Deliberate Practice | Accepting your weaknesses & working on them! (Practicing People)

Being a creative person professionally is an awkward balancing act of wrangling ‘creativity’ and applying the technical skill of putting out into the world the thing that’s in your head, but in a way that people respond to in the way you want them to. What happens to your art once it’s out in the world is a whole other blog post.

In regards to skill, a lot of people think art skill is something you’re born with, but it’s really, really not. So to continue to grow as artists on a technical level, we need to be able to see, accept and decide to work on those elements we still feel awkward about. The part we feel shame about. Ugh. In order words, we need to practice “deliberate practice”. (For a great podcast on this, see my fave episode of Freakonomics: How to Become Great at Just About Anything. )

When it comes to visual art, we all have things we just like to draw, and things we just… happen to ignore conveniently. My love and hate is drawing people. I think this is sort of universally a challenge for a lot of artists because the human brain is so in tune with how people should look and is on high alert for ‘bad people’ (See the Uncanny Valley effect, for an example, look at the people animation in Toy Story 1, or the re-drawing of Sonic the hedgehog to make him more cute and less human like, including removing his human teeth.)

It’s sort of an ironic love and hate because the first type of art I got very good at as a kid was drawing pencil portraits of classmates and family members. I specifically drew girls, boys felt so much harder because boys weren’t as accepting of flattery that hides mistakes.

In my graphic design and illustration work, we are often trying to think of how to best get across information to people in ways that are easy and intuitive for our brains to process. Often information is emotional, rather than analytical. Now, compared to other things, it’s very easy in campaigns to ignore having to illustrate people. But when it keeps coming up as an idea, that’s when you need to realize you are avoiding it and own that facing it head on will make you stronger. So starting in April 2021, that’s what I decided to do. Make room in my practice for practicing people.

Below are some of my results, and an example of a campaign that it eventually got used it, for social media.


▸ **Problem statement**
Go line by line through the entries and show those that hold the string "icon".

====== Records provided

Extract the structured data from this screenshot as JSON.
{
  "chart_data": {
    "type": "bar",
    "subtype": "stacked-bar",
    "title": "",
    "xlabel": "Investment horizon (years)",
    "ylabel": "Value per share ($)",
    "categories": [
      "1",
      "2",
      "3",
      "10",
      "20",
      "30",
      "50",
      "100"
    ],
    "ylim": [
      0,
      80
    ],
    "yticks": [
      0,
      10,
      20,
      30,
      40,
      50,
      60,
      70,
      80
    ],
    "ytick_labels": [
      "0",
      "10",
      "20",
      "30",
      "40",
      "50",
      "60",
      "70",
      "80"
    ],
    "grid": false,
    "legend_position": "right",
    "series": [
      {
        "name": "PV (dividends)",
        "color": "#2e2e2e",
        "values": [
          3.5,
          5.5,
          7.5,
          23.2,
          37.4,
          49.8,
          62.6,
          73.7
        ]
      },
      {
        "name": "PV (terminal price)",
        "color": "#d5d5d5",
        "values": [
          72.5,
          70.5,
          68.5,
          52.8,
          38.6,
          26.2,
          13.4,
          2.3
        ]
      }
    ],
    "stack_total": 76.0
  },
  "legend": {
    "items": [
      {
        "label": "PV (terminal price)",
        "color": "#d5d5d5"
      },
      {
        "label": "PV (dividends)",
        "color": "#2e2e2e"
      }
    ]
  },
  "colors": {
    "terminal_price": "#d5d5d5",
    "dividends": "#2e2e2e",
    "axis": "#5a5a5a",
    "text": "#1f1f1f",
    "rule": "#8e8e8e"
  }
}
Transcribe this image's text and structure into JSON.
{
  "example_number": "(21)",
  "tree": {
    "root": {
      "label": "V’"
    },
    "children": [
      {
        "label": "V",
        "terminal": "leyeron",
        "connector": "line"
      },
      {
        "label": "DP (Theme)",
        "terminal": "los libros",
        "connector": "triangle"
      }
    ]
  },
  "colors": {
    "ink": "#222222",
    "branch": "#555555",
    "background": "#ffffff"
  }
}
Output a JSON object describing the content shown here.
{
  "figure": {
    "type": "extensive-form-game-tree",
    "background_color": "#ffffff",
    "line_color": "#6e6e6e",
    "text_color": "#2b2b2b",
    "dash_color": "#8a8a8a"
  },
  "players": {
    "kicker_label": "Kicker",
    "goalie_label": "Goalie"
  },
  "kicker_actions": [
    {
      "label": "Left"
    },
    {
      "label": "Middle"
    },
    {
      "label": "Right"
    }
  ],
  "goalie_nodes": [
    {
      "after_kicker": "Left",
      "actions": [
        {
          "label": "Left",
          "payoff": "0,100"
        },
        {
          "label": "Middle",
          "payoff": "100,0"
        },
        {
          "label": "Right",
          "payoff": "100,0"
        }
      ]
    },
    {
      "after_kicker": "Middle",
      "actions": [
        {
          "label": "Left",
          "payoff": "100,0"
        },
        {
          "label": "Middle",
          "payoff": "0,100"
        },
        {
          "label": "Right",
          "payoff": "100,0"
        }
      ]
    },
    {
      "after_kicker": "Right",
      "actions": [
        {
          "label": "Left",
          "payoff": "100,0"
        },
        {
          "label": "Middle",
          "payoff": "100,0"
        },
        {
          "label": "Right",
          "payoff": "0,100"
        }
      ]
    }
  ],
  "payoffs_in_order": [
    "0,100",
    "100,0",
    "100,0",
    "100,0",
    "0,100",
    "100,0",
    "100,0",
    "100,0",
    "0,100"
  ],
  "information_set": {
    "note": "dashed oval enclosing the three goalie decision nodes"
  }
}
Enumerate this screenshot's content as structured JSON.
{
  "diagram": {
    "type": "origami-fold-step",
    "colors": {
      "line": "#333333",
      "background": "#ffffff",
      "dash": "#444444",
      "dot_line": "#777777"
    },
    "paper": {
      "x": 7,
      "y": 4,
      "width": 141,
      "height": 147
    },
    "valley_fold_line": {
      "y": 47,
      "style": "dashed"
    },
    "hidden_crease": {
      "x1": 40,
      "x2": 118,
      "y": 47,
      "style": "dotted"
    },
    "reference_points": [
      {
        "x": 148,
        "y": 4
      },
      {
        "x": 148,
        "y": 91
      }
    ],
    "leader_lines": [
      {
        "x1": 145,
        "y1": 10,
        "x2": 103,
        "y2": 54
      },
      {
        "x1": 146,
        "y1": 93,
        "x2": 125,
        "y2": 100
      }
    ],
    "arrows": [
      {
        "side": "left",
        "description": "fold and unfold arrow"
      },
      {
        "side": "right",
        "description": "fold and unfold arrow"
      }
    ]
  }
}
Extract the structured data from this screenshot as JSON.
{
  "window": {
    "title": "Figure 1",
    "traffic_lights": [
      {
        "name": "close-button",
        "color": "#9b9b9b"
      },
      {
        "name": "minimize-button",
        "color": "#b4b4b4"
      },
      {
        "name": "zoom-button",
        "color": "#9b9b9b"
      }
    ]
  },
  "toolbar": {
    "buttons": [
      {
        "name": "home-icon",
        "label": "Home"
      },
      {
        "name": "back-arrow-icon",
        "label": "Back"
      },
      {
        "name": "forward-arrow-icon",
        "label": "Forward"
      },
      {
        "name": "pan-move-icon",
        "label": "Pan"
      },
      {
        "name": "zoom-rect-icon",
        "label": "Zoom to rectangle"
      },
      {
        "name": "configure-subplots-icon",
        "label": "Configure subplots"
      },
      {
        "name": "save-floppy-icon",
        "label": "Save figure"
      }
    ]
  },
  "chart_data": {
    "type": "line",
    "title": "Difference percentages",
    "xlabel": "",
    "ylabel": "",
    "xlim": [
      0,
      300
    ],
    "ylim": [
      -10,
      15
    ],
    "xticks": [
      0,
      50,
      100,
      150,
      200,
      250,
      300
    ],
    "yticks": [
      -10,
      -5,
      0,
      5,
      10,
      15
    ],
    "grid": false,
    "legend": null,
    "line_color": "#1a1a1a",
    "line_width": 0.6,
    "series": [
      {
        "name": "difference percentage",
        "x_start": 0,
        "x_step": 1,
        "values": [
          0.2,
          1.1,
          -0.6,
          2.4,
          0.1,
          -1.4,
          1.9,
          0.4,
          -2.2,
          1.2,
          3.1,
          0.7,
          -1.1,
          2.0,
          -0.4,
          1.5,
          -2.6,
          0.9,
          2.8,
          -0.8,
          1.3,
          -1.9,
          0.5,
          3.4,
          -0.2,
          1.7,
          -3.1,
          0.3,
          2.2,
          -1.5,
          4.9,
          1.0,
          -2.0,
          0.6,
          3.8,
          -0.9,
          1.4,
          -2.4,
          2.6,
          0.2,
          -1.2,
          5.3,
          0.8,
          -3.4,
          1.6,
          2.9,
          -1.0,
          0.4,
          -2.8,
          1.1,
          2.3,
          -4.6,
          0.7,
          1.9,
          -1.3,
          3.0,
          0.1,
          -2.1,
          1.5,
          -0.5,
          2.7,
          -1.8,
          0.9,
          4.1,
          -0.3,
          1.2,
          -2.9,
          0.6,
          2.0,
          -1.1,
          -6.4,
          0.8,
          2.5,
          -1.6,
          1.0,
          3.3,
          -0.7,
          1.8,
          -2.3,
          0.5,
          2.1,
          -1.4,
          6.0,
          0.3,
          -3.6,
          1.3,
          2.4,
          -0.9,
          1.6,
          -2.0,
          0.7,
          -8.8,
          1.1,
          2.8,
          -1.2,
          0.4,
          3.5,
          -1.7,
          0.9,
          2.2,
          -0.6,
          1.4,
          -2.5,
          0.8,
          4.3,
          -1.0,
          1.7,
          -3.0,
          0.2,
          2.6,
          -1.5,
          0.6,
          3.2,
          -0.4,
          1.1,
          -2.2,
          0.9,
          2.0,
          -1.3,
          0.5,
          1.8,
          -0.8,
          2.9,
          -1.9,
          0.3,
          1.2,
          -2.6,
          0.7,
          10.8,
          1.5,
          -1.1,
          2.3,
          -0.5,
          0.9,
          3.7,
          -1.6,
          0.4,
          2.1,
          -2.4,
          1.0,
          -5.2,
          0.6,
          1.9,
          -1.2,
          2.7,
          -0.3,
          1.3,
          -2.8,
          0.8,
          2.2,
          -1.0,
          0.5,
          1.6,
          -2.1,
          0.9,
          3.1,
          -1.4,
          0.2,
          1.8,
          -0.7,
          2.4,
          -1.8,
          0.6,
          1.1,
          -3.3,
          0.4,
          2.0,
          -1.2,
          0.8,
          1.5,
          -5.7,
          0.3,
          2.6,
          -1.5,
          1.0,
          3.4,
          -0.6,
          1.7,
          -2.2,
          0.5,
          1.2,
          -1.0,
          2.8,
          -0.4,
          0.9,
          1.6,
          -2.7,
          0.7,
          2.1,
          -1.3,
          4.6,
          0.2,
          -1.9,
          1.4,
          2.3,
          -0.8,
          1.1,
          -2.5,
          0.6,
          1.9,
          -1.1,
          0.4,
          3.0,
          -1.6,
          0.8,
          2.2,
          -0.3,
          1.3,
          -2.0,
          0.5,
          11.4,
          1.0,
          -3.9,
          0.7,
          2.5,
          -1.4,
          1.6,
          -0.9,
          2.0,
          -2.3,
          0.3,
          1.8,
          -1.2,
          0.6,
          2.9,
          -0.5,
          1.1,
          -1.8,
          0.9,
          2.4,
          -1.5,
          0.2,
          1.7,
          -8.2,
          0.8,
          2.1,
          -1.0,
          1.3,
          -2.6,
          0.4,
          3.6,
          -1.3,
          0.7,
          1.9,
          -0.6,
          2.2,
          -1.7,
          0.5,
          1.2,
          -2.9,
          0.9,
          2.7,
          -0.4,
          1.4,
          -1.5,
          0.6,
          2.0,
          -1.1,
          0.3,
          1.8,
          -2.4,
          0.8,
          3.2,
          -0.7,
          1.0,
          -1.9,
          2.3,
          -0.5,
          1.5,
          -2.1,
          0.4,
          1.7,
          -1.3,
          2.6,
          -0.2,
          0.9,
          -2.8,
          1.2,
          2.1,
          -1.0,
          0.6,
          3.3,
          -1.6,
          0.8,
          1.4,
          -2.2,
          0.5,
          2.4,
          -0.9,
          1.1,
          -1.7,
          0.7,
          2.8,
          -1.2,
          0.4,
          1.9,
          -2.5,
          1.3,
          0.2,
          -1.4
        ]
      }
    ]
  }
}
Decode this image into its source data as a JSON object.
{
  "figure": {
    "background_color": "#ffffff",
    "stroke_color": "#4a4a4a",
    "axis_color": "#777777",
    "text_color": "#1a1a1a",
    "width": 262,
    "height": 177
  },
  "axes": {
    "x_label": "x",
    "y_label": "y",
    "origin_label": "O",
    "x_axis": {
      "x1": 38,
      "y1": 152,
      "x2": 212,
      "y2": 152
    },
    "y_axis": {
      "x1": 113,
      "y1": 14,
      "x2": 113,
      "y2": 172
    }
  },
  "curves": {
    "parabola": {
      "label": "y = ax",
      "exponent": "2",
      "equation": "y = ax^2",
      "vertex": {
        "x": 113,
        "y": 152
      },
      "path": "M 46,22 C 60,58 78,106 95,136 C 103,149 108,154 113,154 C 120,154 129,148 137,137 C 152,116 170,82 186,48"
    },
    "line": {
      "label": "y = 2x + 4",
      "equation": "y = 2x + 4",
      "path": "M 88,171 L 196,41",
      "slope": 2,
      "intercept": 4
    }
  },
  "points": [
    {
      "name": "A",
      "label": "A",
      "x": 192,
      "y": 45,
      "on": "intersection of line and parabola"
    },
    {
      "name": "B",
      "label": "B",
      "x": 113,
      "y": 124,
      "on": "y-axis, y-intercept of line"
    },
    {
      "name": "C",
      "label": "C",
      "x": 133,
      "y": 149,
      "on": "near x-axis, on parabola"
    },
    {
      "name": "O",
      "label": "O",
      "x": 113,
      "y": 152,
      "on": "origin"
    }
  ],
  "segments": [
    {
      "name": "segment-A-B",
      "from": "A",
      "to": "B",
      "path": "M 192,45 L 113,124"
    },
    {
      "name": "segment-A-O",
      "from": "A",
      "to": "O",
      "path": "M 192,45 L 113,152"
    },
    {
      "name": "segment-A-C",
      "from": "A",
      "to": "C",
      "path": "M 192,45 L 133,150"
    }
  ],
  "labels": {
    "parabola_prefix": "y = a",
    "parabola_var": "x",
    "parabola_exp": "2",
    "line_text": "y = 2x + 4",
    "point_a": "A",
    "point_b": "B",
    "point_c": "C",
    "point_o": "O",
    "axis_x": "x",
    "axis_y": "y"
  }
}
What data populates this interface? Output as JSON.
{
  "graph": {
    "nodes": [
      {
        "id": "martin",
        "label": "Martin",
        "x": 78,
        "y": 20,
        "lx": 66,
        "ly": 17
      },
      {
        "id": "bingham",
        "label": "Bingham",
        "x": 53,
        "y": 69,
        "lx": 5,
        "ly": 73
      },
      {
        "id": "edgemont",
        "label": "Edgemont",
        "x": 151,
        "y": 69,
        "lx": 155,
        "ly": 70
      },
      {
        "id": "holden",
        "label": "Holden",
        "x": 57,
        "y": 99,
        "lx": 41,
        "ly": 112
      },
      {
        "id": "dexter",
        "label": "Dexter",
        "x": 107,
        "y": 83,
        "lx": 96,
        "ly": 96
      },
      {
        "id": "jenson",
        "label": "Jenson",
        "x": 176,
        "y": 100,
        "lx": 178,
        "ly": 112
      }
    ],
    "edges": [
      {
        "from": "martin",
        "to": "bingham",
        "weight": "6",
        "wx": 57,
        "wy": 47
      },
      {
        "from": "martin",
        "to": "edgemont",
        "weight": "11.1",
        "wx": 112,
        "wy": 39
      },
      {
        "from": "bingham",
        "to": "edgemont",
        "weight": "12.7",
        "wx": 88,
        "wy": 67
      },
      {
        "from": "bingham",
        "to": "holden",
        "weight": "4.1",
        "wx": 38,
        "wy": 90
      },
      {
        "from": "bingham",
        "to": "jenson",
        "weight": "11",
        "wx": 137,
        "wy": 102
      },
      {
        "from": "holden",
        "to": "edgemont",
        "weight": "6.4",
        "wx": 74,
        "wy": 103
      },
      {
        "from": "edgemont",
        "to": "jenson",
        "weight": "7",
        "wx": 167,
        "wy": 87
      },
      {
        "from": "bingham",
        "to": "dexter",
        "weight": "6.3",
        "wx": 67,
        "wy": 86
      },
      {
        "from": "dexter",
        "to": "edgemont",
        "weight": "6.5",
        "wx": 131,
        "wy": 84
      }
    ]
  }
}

============

▸ **Output**
        "name": "home-icon",
        "name": "back-arrow-icon",
        "name": "forward-arrow-icon",
        "name": "pan-move-icon",
        "name": "zoom-rect-icon",
        "name": "configure-subplots-icon",
        "name": "save-floppy-icon",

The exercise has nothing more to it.